SanDisk MicroSDHC 8GB

SanDisk's development of 6 GB and 8 GB microSDHC cards has reached the point where it has begun giving samples of them to smartphone makers for testing and evaluation. This puts SanDisk in the running to be the first company to widely offer microSD cards of this capacity. It has competition, though. Last month, Samsung announced -- but has not yet released -- its own 8 GB microSD card.

SanDisk has started shipping 8GB versions of its microSD and M2 cards, for the current generation of S60 3rd Edition and UIQ 3-powered smartphones, taking possible capacity of these devices to 8GB while maintaining the flexibility to swap cards or transfer data in this way. MyMemory, (e.g.) have these coming soon at £60 inc VAT). To some extent this negates an advantage of devices like the Nokia N95 8GB, but don't forget the advances in RAM and performance.

“With these new cards, any mobile phone with a compatible microSDHC slot will have just as much storage as the largest-capacity iPhone,” said Jeff Kost, vice president and general manager of the Mobile Consumer Solutions division at SanDisk. “What’s more, removable cards make it easy to share content you create with friends, ‘sideload’ files from a computer, and add more storage simply by purchasing more cards."

What's
microSDHC?
As its name suggests, the microSD card format is the smallest in the SD family of removable memory cards. SDHC is the designation for any SD or SD-based card that is larger than 2 GB and adheres to the new SD 2.00 specification required for cards and hosts to support 4 GB to 32 GB capacities. The specification was developed by the SD Association, an industry standards board, which has also created three classes to define minimum sustained data transfer speed. SanDisk's upcoming microSDHC cards adhere to the SD Speed Class 4 Rating, which means they can, in theory, transfer data at up to 4 MB/sec.

8GB SanDisk Extreme III SDHC
With mobile devices becoming more capable by the minute, having appropriate on-board storage for multimedia and backups is more needed than ever. SanDisk's introduction 8-Gigabyte SanDisk Extreme III SDHC brings not only large capacity support for mobile devices, but also top-of-the-line performance.

This card can store more than 4,000 high-resolution pictures or up to 16 hours of MPEG-4 video. While this card is in the shape of regular SD cards, the SDHC designation means that it can only be used in devices that support the SDHC (secure digital high capacity) format. In some cases a mobile device would need just a software update to support SDHC; this, however, is up to the manufacturer of the device.

SanDisk 8 GB SDHC card will be packaged with a SanDisk MicroMate USB 2.0 Reader ($20) and is expected to ship in early November days for $180.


__Exercise__: Scan the listing below and copy each line holding the word "Sign".

__The data__:
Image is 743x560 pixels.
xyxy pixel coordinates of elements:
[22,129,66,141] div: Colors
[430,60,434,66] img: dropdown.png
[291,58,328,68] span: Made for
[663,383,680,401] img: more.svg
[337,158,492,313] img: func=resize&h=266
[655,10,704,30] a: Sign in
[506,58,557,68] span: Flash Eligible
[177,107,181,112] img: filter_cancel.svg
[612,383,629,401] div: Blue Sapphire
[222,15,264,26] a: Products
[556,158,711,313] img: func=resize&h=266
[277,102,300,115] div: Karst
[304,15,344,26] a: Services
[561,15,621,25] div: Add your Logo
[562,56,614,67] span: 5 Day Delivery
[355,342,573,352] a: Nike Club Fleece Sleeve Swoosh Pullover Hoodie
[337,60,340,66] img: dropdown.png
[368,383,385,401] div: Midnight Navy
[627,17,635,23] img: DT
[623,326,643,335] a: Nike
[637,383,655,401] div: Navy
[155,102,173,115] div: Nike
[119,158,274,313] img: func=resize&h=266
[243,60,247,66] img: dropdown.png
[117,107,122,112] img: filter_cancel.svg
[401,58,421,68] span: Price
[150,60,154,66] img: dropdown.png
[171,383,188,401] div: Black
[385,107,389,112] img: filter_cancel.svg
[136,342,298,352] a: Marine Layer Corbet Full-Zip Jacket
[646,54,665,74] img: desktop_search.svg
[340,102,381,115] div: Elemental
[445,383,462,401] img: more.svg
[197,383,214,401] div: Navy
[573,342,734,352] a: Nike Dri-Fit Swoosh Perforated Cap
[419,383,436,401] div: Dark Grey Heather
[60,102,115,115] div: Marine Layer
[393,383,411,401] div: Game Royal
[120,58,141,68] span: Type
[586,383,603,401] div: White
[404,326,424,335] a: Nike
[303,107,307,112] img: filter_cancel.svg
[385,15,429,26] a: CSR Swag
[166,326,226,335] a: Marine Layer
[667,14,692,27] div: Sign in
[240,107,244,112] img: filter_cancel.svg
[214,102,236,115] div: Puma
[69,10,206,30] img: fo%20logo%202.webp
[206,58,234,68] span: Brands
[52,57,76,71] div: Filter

__Response__:
[655,10,704,30] a: Sign in
[667,14,692,27] div: Sign in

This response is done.